‘Indiana Jones and the Dial of Destiny’ Premieres at Cannes
“I’m very touched, I’m very moved by this,” Ford said. “They say that when you’re about to die, you see your life flash before your eyes. And I just saw my life flash before my eyes — a great part of my life, but not all of my life. My life has been enabled by my lovely wife,” he continued, looking out into the audience at Calista Flockhart. He then told the attendees that he loved them — people shouted, “We love you!” in return — and after a few more sweetly gruff words, Ford reminded the room that “I have a movie you ought to see.”
That movie, “Indiana Jones and the Temple of Doom” — oops, I mean “Indiana Jones and the Dial of Destiny” — was, alas, a disappointment and not just because a funny, misty-eyed and charming Harrison Ford proclaiming his love in the flesh to fans is a tough act to follow. One problem is that the movie itself plays like a greatest-hits reel. It’s stuffed with Nazis, chase sequences, explosions, crashes and what seems like almost every adventure-film cliché that the series has deployed and recycled since it began, though unlike the Cannes reel, there’s nothing snappy about this 154-minute slog.
It’s too bad. Ford certainly deserves better, and the director James Mangold can do better. (He shares script credit with Jez Butterworth, John-Henry Butterworth and David Koepp.) Mangold has toggled between Hollywood and indiewood throughout his career, with credits that include “Cop Land,” an indie crime drama with Sylvester Stallone, and “Logan,” one of the finest Marvel-superhero movies. “Logan” was especially striking simply because Mangold managed to put his own stamp on material that all too often is so deliberately generic and industrial that the results could have come off an assembly line.
“The Dial of Destiny” — the title alone didn’t bode well — isn’t terrible. It’s at once overstuffed and anemic, both too much and not nearly enough. It’s also wildly unmodulated for roughly the first half. It opens in 1944 Europe with Indy being manhandled by Nazis amid a lot of choreographed chaos, his head covered in a cloth bag.
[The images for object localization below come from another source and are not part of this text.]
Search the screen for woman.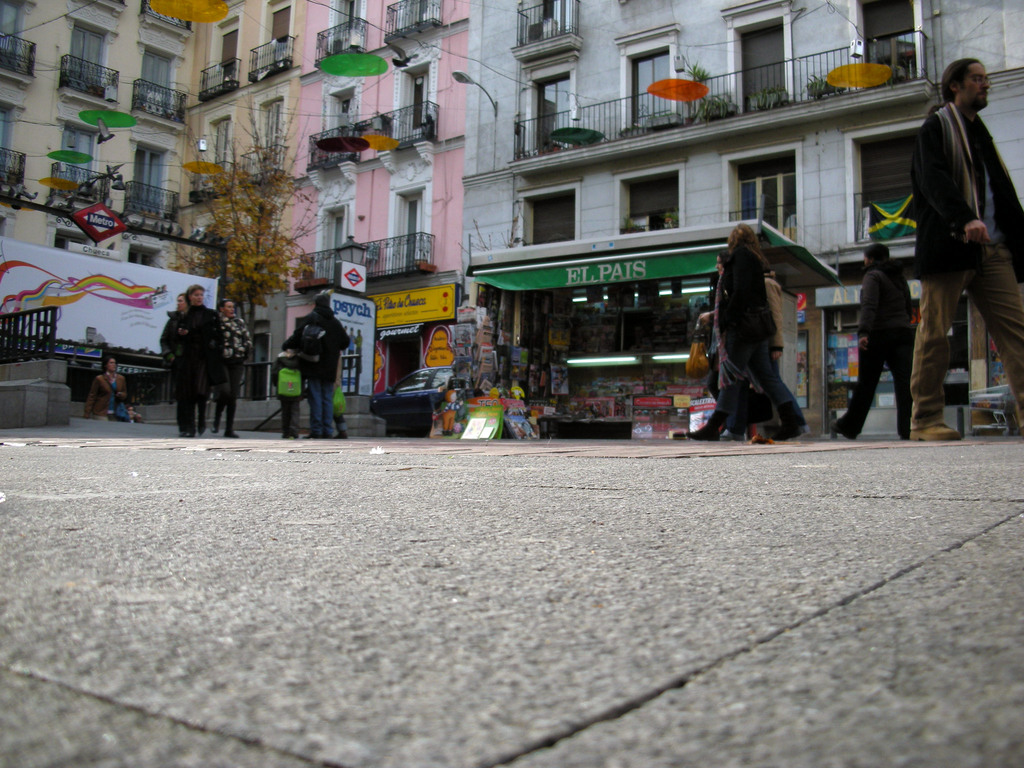
Found at <box>701,220,812,445</box>.
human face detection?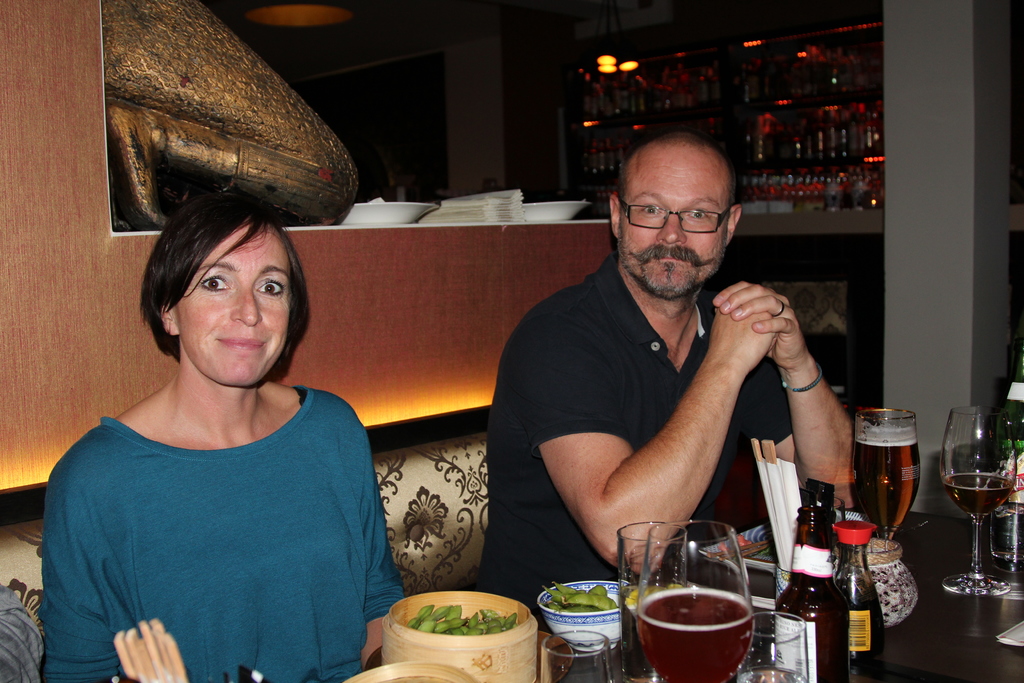
<region>623, 147, 726, 291</region>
When the bag comes off, it reveals a distractingly digitally de-aged Ford, looking kind-of-but-not-really like he looked in the first couple of films. A lot happens and happens again, mostly character introductions, explanations and stuff whirring rapidly.
The movie improves in the second half, slowing and quieting down enough for the actors to do more than run, grimace and shout. By then, the casting of Fleabag, a.k.a. Phoebe Waller-Bridge, as Indy’s latest partner-in-adventure makes sense, whether she’s quipping or flexing her action-chick muscles. She’s fun to watch, as are Mads Mikkelsen, Toby Jones and Antonio Banderas, who exit and enter with winks and sneers.